Store Manager App
Walmart’s online grocery business has grown like crazy. But the store employee apps hadn’t been updated in years. Specifically, the store managers were working from a hodgepodge of old desktop apps, none of which worked well.
The ask: Create a new handheld app that the manager can use for all their tasks.
Team
Design Manager: Adey Salyards (me)
Designers: Colleen Roxas (lead), Andrew Wright (lead), Loryn Chen, Megha Chawra, Agnes Kiss (researcher)
Product Manager: Abhishek Choudhury, Anand Xavier
When: March 2019 - July 2019
Case Study Contents
Journey Map
Diary Study
Paper Prototype
User Testing
How It Works
Detailed Specs
Results
Journey Map
What tasks are store managers responsible for?
How: We gathered all project stakeholders for a day-long workshop and discussed our assumptions for what the responsibilities of the manager are.
What we learned: Our stakeholders expected the store managers to handle two major responsibilities:
Keep their team of employees on track
Handle issues with specific orders
Design Artifact: We transformed whiteboard sketches into these journey maps and shared them with all stakeholders.
Note: This kept all stakeholders invested in the project from the beginning. It also prevented scope-creep later in the project. We chose only to focus on the first journey and grouped all features related to the second journey for post-launch.
Diary Study
What does a manager’s day actually look like?
How: Two store managers installed dScout on their phone and recorded what they were doing at intervals throughout a 3-day period.
What we learned: The managers paid attention 15+ key signals throughout the day. These signals could be grouped into three categories:
How much work is left for their team to do? (Quantify Work)
Is their team on track or falling behind? (Measure Performance)
How much time is left before the customer arrives to pick up their order? (Show Time)
Note: Walmart owns UK’s second-largest grocery store, ASDA. This app would be rolled out to the UK market first, followed by the US market.
Paper Prototype
How should we visualize the data so a manager can comprehend it quickly?
How: We sketched different visualizations of information, different pairings of information, and different hierarchies of information. We visited four stores near Walmart’s headquarters in Arkansas with our sketches on a clipboard and got feedback from store managers.
What we learned: US managers and UK managers have similar mental models for how they think about their jobs, with one critical difference: the way they think about time. US managers think of time on a rolling basis (“I’ll work to get a few hours ahead”). UK managers think of time as moving towards completion (“I’ll complete the grocery orders by 10am”). Why?
The US allows customers to place grocery orders the same day they’re picked up. The UK requires the order to placed the night before. From this feedback, we adjusted how we visualized time for each market.
Moderated User Testing
Did we overlook or misrepresent a data point? Did the page navigation make sense? Could the managers understand tappable areas and meanings of icons?
How: Our researcher moderated four testing sessions via Zoom with two UK managers and two US managers.
What we learned: We hadn’t visualized substitutions accurately. Managers didn’t consider an order to be complete until all substitutions were taken care of and the status wasn’t clear in our visualization. Based off the managers’ feedback, we fine-tuned how substitutions appeared in the app to show that the order wasn’t complete until it was taken care of.
How It Works
Scenario: The store is behind. The manager needs to figure out why.
Detailed Specs
We considered our developers (and future designers) as the “users” of these spec docs, and we worked closely with them to ensure it worked for their needs.
Results
The app piloted in two UK stores in January 2020, and rolled out to US stores September 2020. Working closely with field leadership and our data analysts, we used Google’s Heart framework to measure success.
Happiness: Did the manager indicate that she was more satisfied with her performance, as measured via survey before and after launch?
Engagement: How long did the manager spend on each page? Did she open the app several times throughout the day?
Adoption: Which features did she use most? Which were ignored?
Retention: Did the manager stop using the older desktop apps?
Task Success: Did she drill down to the detail pages?
We are in the process of gathering data now to answer each of these questions.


> Exercise description:
Copy all of the entries that follow, exactly.

> Data extracts:
*** Block opens ***

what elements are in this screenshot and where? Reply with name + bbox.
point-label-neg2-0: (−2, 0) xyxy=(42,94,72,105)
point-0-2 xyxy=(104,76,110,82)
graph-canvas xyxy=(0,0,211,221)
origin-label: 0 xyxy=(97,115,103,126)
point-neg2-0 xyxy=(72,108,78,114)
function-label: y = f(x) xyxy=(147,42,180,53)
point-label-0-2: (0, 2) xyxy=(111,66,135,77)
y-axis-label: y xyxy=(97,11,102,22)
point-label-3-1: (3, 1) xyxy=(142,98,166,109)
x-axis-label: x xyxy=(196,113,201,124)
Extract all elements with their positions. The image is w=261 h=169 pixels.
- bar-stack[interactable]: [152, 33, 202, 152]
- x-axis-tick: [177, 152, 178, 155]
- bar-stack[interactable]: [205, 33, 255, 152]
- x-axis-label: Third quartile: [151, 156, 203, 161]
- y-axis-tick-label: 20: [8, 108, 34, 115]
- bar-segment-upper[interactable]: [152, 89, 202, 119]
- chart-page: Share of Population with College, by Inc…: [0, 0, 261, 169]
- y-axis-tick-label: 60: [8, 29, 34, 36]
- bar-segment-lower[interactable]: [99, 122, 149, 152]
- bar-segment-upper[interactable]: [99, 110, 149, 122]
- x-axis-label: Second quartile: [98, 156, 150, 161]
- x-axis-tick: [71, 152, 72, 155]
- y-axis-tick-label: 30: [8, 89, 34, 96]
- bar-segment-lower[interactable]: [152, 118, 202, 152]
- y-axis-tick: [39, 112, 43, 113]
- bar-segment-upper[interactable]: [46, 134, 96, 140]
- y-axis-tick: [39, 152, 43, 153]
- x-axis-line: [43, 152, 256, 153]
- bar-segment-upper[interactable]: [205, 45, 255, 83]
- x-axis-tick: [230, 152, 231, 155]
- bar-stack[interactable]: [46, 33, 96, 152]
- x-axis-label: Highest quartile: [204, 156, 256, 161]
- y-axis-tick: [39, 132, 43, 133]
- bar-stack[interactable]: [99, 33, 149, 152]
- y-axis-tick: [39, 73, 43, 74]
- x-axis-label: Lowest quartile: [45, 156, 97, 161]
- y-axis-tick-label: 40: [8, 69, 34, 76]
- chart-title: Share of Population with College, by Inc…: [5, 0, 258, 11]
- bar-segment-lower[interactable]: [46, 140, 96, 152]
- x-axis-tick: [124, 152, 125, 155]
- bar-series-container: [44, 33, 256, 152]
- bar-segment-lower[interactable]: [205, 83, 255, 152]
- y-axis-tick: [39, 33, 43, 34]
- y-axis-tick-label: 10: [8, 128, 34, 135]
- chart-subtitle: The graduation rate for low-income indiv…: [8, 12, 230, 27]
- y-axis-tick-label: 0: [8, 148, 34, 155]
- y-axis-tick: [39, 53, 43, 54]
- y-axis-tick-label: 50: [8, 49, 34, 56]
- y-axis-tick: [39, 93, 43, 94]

*** Block closes ***

> Final answer:
what elements are in this screenshot and where? Reply with name + bbox.
point-label-neg2-0: (−2, 0) xyxy=(42,94,72,105)
point-0-2 xyxy=(104,76,110,82)
graph-canvas xyxy=(0,0,211,221)
origin-label: 0 xyxy=(97,115,103,126)
point-neg2-0 xyxy=(72,108,78,114)
function-label: y = f(x) xyxy=(147,42,180,53)
point-label-0-2: (0, 2) xyxy=(111,66,135,77)
y-axis-label: y xyxy=(97,11,102,22)
point-label-3-1: (3, 1) xyxy=(142,98,166,109)
x-axis-label: x xyxy=(196,113,201,124)
Extract all elements with their positions. The image is w=261 h=169 pixels.
- bar-stack[interactable]: [152, 33, 202, 152]
- x-axis-tick: [177, 152, 178, 155]
- bar-stack[interactable]: [205, 33, 255, 152]
- x-axis-label: Third quartile: [151, 156, 203, 161]
- y-axis-tick-label: 20: [8, 108, 34, 115]
- bar-segment-upper[interactable]: [152, 89, 202, 119]
- chart-page: Share of Population with College, by Inc…: [0, 0, 261, 169]
- y-axis-tick-label: 60: [8, 29, 34, 36]
- bar-segment-lower[interactable]: [99, 122, 149, 152]
- bar-segment-upper[interactable]: [99, 110, 149, 122]
- x-axis-label: Second quartile: [98, 156, 150, 161]
- x-axis-tick: [71, 152, 72, 155]
- y-axis-tick-label: 30: [8, 89, 34, 96]
- bar-segment-lower[interactable]: [152, 118, 202, 152]
- y-axis-tick: [39, 112, 43, 113]
- bar-segment-upper[interactable]: [46, 134, 96, 140]
- y-axis-tick: [39, 152, 43, 153]
- x-axis-line: [43, 152, 256, 153]
- bar-segment-upper[interactable]: [205, 45, 255, 83]
- x-axis-tick: [230, 152, 231, 155]
- bar-stack[interactable]: [46, 33, 96, 152]
- x-axis-label: Highest quartile: [204, 156, 256, 161]
- y-axis-tick: [39, 132, 43, 133]
- bar-stack[interactable]: [99, 33, 149, 152]
- y-axis-tick: [39, 73, 43, 74]
- x-axis-label: Lowest quartile: [45, 156, 97, 161]
- y-axis-tick-label: 40: [8, 69, 34, 76]
- chart-title: Share of Population with College, by Inc…: [5, 0, 258, 11]
- bar-segment-lower[interactable]: [46, 140, 96, 152]
- x-axis-tick: [124, 152, 125, 155]
- bar-series-container: [44, 33, 256, 152]
- bar-segment-lower[interactable]: [205, 83, 255, 152]
- y-axis-tick: [39, 33, 43, 34]
- y-axis-tick-label: 10: [8, 128, 34, 135]
- chart-subtitle: The graduation rate for low-income indiv…: [8, 12, 230, 27]
- y-axis-tick-label: 0: [8, 148, 34, 155]
- y-axis-tick: [39, 53, 43, 54]
- y-axis-tick-label: 50: [8, 49, 34, 56]
- y-axis-tick: [39, 93, 43, 94]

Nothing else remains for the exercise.